Manabases are the most underrated part of most decks. When another player asks for deck advice, they want help with “sweet tech” or upgrades for various pieces of the deck. But many decks can be improved by going back to the base of the deck. If a building has a poor foundation, it will sag or crack over time. You can repair things, but the foundation of the building will never be as it should. Manabases work the same way.
Last week, Emma Handy was talking about the Standard rotation and said: “Decks are only as good as the consistency of their mana, and without anything to fill the void of tri-lands that the painlands are, it’s hard to imagine decks that are anything more than two types of mana (encompassing both colors and colorless).” We don’t often need to worry about the colorless mana needs, but the first part of her statement is golden for our purposes. Having the best end-game in the world doesn’t matter much if you can never cast the spells you need on time.
Maslow’s Hierarchy of Needs
Psychology has a concept of understanding the motivations for things without reward. This idea is most famously explained using Maslow’s hierarchy of needs. The desire and needs that people have operate in a pyramid. In this structure, biological and physiological needs are the base. Safety needs are the next layer of the pyramid. If those needs are met, people seek to meet their needs for belongingness and love, then esteem needs are sought. Finally people work towards self-actualization.
Deckbuilding follows a similar structure. Our mana is the base we build our decks upon. When we play games and are behind on mana or are starving for a specific color, our highest priority becomes finding a land or getting the color of mana we need. We change lines of play and our tactics to draw more cards or dig for our missing mana another way. Few things are as frustrating as losing a game where you held a winning card in hand but couldn’t get the mana to cast it, like having eight mana available but only two of it red, keeping you from casting Insurrection.
Number of Lands
One of the biggest mistakes I see players make is shaving lands. Players new to Magic will cut lands until they only have nineteen, yet they still try to cast Shivan Dragon in a timely manner. Players new to Commander make the same mistake.

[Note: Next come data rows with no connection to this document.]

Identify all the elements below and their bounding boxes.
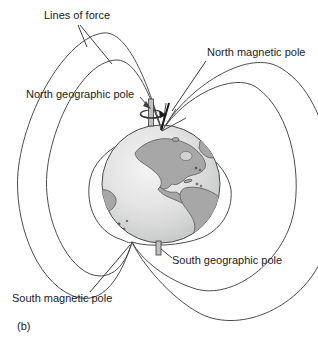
leader-north-magnetic xyxy=(172,61,206,111)
south-magnetic-pole-label: South magnetic pole xyxy=(12,292,112,304)
leader-south-geographic xyxy=(161,249,172,258)
pacific-islet xyxy=(126,220,128,222)
leader-south-magnetic xyxy=(90,245,130,292)
magnetic-field-diagram: Lines of force North magnetic pole North… xyxy=(0,0,318,342)
earth-axis-rod-bottom xyxy=(156,241,161,255)
caribbean-island xyxy=(196,183,198,185)
north-magnetic-pole-label: North magnetic pole xyxy=(207,46,305,58)
north-geographic-pole-label: North geographic pole xyxy=(26,88,134,100)
earth-axis-rod-top xyxy=(149,99,154,126)
caribbean-island xyxy=(200,185,202,187)
great-lakes-speck xyxy=(195,167,197,169)
hudson-bay xyxy=(180,151,192,160)
arctic-island xyxy=(172,138,179,142)
globe xyxy=(96,125,226,243)
great-lakes-speck xyxy=(199,169,201,171)
leader-lines-of-force-2 xyxy=(80,25,112,64)
lines-of-force-label: Lines of force xyxy=(44,9,110,21)
south-geographic-pole-label: South geographic pole xyxy=(172,254,282,266)
figure-panel-label: (b) xyxy=(17,320,30,332)
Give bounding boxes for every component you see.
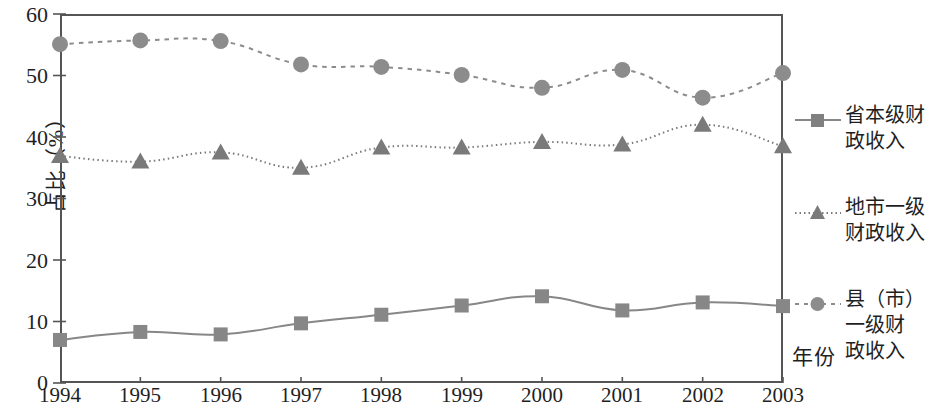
legend-label-provincial: 省本级财 政收入 bbox=[845, 102, 929, 154]
legend-label-prefecture-line1: 地市一级 bbox=[845, 194, 929, 220]
y-tick-label-10: 10 bbox=[2, 311, 48, 333]
legend-label-provincial-line1: 省本级财 bbox=[845, 102, 929, 128]
x-tick-label-1999: 1999 bbox=[422, 385, 502, 406]
x-tick-label-2002: 2002 bbox=[663, 385, 743, 406]
x-tick-label-2001: 2001 bbox=[582, 385, 662, 406]
legend-label-county-line3: 政收入 bbox=[845, 338, 929, 364]
plot-area bbox=[60, 14, 783, 383]
legend-label-county-line2: 一级财 bbox=[845, 312, 929, 338]
x-tick-label-2003: 2003 bbox=[743, 385, 823, 406]
legend-label-county-line1: 县（市） bbox=[845, 286, 929, 312]
legend-label-prefecture-line2: 财政收入 bbox=[845, 220, 929, 246]
legend-label-county: 县（市） 一级财 政收入 bbox=[845, 286, 929, 364]
legend-label-prefecture: 地市一级 财政收入 bbox=[845, 194, 929, 246]
y-tick-label-30: 30 bbox=[2, 188, 48, 210]
x-tick-label-1998: 1998 bbox=[341, 385, 421, 406]
x-tick-label-1995: 1995 bbox=[100, 385, 180, 406]
x-tick-label-1997: 1997 bbox=[261, 385, 341, 406]
legend-label-provincial-line2: 政收入 bbox=[845, 128, 929, 154]
y-tick-label-50: 50 bbox=[2, 65, 48, 87]
x-axis-title: 年份 bbox=[792, 340, 836, 370]
x-tick-label-2000: 2000 bbox=[502, 385, 582, 406]
x-tick-label-1994: 1994 bbox=[20, 385, 100, 406]
x-tick-label-1996: 1996 bbox=[181, 385, 261, 406]
legend-sample-triangle-icon bbox=[795, 204, 841, 220]
legend-sample-square-icon bbox=[795, 112, 841, 128]
y-tick-label-40: 40 bbox=[2, 127, 48, 149]
chart-figure: 占比（%） 60 50 40 30 20 10 0 1994 1995 1996… bbox=[0, 0, 929, 410]
y-tick-label-60: 60 bbox=[2, 4, 48, 26]
y-tick-label-20: 20 bbox=[2, 250, 48, 272]
legend-sample-circle-icon bbox=[795, 296, 841, 312]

Even experienced players are tempted to shave lands. The old standby of “24 lands in a 60-card deck” means that you want 40% of your deck to be lands. Adding two lands to a Standard deck for a deck that needs mana and cannot afford to miss land drops doesn’t seem like a big deal; it only bumps the number to 43.3% percent of the deck. Many players significantly underestimate the amount of mana Commander requires or how inconsistent a deck can be with trimmed mana.
Don’t fret about all the wasted slots going to lands. Many players hover around 38-40 lands. Some will cut down to 37, but be careful. If you start trimming lands, you need to adjust your deck. The Burn deck that plays only twenty lands? The curve ends at two mana. Commander doesn’t run curves that low. Unless you are doing a Tiny Leaders-style Commander deck. Then you can shave lands. Only then.
If you worry about flooding, I would just add a couple of mana sinks. Variance is still a thing, and flooding will happen. But I would rather flood on mana and just need to draw a business spell and know I can cast it compared to being mana screwed and needing to draw the right number of lands.
Adding some creatures like Trench Wurm or Azure Mage can do a lot of work to help you battle flooding. Jade Mage is another excellent mana sink. Don’t forget that many commanders have abilities that up the deck’s mana needs. Kaseto, Orochi Archmage may run a lower curve and yet need more mana because of the mana being used to boost sneaky Snakes.
Mana Fixing
For Commander games, one land stands out in an impressive way: Command Tower. It breaks almost all the rules lands have. One rule is that a land cannot be better than a basic land. In a two-color deck, Command Tower is like a dual land that cannot be fetched for. In a three-color deck, it is an untapped tri-land. If the deck has five colors, it is a painless City of Brass.
If your deck is multiple colors, you should probably run Command Tower to aid your mana. But do not be that player and run Command Tower in a mono-color deck.
With Command Tower excluded, every color-fixing land has a cost. Tundra and friends enter untapped, make two colors, can be fetched, and have no in-game cost; however, these are the most (real-life budget) expensive lands for Commander. The good news is that you do not need them. They will certainly improve a deck, but you are more than able to make decks that do not use the original dual lands.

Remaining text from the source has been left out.